Malay Mishra
In the climax scene of the iconic film Joker which fetched that year’s Academy award for its lead actor, the protagonist after shooting dead the anchor point blank, one he had idolised all his life, on a live interview set to the utter incredulity and horror of the global audience, proudly walks out of the television set with an incredibly sardonic laugh. Arrested by the police and passing through the streets of New York, the so-called Gotham City, the police vehicle crashes into an oncoming van and the Joker comes out all bloody and bruised to a heroic ovation by thousands of jokers who had rebelled against the system and at last found their voice.
The Joker in the memorable Todd Philips-directed movie is an out-of-the-margins rebel who laughs incessantly taking his life to be a comedy and bludgeons those he deems are the power elites or their collaborators, his way of fighting systemic tyranny and misery inflicted on the underprivileged. The Joker in this perspective could be the voice of the oppressed avenging the taunts and caprices of those who have overrun the society with their collusion with levers of power in a strangulated world.
Cut to 2021, India and the dreaded double mutant of the coronavirus scientifically jargonised B.1.617, and now with the addition of a third mutant.
If the mayhem necessitated by abysmal negligence and mismanagement laced with a false sense of complacency and triumphalism is any indication, scores of Covid-ravaged bodies lying in wait at the innumerable morgues, crematoria and makeshift burial grounds with thousands running from hospital to hospital in search of beds, anti-virals, vaccines and oxygen show succinctly how the Indian healthcare system has plummeted to its lowest depths, to the point of a virtual collapse. Ironically it is the people who had reposed their trust in their elected representatives who formed the governments at the Centre and states assuredly to take care of their welfare, their lives and their future.

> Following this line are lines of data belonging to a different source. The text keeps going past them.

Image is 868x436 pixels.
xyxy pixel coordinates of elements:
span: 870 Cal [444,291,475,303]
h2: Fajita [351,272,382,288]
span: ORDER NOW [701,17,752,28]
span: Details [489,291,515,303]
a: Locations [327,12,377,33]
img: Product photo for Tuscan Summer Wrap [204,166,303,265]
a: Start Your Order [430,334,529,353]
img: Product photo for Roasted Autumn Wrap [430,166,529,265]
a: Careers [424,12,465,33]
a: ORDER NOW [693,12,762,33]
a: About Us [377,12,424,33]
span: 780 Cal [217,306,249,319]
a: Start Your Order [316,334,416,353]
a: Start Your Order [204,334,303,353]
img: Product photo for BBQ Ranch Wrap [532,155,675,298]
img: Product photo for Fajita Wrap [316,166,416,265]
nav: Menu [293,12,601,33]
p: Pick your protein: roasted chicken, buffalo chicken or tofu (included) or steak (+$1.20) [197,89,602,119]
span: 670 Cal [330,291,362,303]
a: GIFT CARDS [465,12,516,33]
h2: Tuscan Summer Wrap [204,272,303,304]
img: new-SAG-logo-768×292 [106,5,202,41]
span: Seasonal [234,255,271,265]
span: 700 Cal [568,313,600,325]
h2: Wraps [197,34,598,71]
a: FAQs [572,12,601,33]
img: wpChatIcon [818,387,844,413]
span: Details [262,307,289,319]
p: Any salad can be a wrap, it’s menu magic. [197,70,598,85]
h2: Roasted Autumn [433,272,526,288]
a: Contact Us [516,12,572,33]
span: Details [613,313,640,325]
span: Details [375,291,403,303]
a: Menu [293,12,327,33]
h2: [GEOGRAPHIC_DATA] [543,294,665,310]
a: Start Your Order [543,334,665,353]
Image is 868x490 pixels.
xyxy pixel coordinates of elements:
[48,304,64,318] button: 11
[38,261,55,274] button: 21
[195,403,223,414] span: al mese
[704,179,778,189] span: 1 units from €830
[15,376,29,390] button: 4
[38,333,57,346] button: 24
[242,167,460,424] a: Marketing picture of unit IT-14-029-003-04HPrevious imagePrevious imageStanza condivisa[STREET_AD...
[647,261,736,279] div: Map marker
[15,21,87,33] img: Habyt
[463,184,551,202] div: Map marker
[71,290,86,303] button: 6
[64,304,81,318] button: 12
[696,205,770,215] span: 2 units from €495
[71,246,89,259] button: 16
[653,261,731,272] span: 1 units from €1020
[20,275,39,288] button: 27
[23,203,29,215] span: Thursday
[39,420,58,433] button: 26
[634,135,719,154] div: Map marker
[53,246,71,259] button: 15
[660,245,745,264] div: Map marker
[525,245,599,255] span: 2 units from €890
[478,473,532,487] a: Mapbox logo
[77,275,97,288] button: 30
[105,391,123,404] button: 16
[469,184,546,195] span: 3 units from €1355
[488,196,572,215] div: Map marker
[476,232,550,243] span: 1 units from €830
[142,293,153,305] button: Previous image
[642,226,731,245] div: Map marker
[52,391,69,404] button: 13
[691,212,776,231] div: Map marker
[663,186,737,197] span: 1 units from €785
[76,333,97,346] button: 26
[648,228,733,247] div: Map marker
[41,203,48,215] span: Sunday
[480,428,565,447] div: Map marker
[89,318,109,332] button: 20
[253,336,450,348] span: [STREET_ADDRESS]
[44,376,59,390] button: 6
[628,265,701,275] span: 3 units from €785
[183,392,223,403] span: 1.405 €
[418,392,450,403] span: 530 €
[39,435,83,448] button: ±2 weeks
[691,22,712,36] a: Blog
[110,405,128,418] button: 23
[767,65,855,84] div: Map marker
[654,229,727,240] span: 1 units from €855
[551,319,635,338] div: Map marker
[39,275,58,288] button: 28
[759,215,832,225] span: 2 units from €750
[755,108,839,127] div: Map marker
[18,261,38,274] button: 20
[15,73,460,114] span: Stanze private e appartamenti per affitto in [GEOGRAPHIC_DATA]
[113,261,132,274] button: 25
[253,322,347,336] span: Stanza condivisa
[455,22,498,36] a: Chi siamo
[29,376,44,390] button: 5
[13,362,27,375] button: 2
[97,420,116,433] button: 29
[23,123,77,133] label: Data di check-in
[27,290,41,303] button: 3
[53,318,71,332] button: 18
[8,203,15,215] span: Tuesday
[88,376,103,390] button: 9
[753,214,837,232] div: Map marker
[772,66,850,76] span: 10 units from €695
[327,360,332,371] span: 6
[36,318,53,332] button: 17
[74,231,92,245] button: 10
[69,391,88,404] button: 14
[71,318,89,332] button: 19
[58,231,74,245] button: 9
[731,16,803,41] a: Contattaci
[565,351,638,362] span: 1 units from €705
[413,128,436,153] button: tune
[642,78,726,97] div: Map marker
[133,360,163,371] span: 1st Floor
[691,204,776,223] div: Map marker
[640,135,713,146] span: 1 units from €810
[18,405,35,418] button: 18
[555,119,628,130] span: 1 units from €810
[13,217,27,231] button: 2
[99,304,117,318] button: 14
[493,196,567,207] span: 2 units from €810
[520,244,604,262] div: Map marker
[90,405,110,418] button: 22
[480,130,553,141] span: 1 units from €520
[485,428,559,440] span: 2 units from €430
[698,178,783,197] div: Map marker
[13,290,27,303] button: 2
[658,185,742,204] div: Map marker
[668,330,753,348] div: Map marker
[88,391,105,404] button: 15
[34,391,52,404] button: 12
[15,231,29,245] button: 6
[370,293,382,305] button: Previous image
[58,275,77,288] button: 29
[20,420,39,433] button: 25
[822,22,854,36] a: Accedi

Nary it was to be. No questions were to be asked, questions demanding accountability for having wrecked the nation and the wellbeing of millions of its citizens. The same people, sick and tired, have lost faith in themselves as the father sees a young son dying, a daughter holds her dying mother in her arms, a child waiting for oxygen to be pumped into her lungs as the last breath ebbs away, hospitals in flames, states not letting oxygen vans pass through. The fate of a glorious republic, born out of the embers of innumerable sacrifices and ideals of visionaries to usher in a new India in the struggle against colonialism, today lies in tatters. Literally in flames.
The smoldering smoke rising out of the funeral pyres amidst the heaps of bodies lying scattered all over the place seem surreal, refuse to awaken the collective conscience of the nation if it was still there. Who is to bear accountability for this horrific human disaster unleashed in front of a cowering population and played out in macabre detail in the global media? The image of a nation founded on the values of pluralism, secularism and respect for democratic rights seems utterly destroyed. It took a virus and the resultant lack of preparedness to bring about the catharsis in minutiae. The venerable institutions, which have built up the edifice of the world’s largest democracy founded on Abraham Lincoln’s stirring Gettysburg address that “government of the people, by the people, for the people, shall not perish from the earth”, have ceased to perform their constitutionally mandated roles.
It bears constant reiteration that the glorious constitution of our land starts with the people. “We the people”, it opens, “do hereby adopt, enact, and give to ourselves this constitution”, it proclaims. But where are the people? Why are their voices stifled amidst these dreary scenes of injustice and monumental apathy?
Where are our elected representatives, the courts, the legislatures, the commissions and directorates, the media and civil society, those denizens of the society whose complicity in this game of opacity and silence may never be forgiven, least of all forgotten. The ugly masquerade of religious shibboleths and the incomprehensible political rituals of elections, supposedly “free and fair” as envisaged by our constitution-makers, all vying to break up the society or at least unleash a thousand cuts on the body politic spreading yet another deadlier virus would be the execrable parody while a nation goes berserk in this disastrous pantomime of delusion and destruction.
This is not the society which we, the people, deserve. Certainly not, unless we choose to be the Jokers of Gotham City.
The writer is a retired diplomat and holds a doctorate in social justice.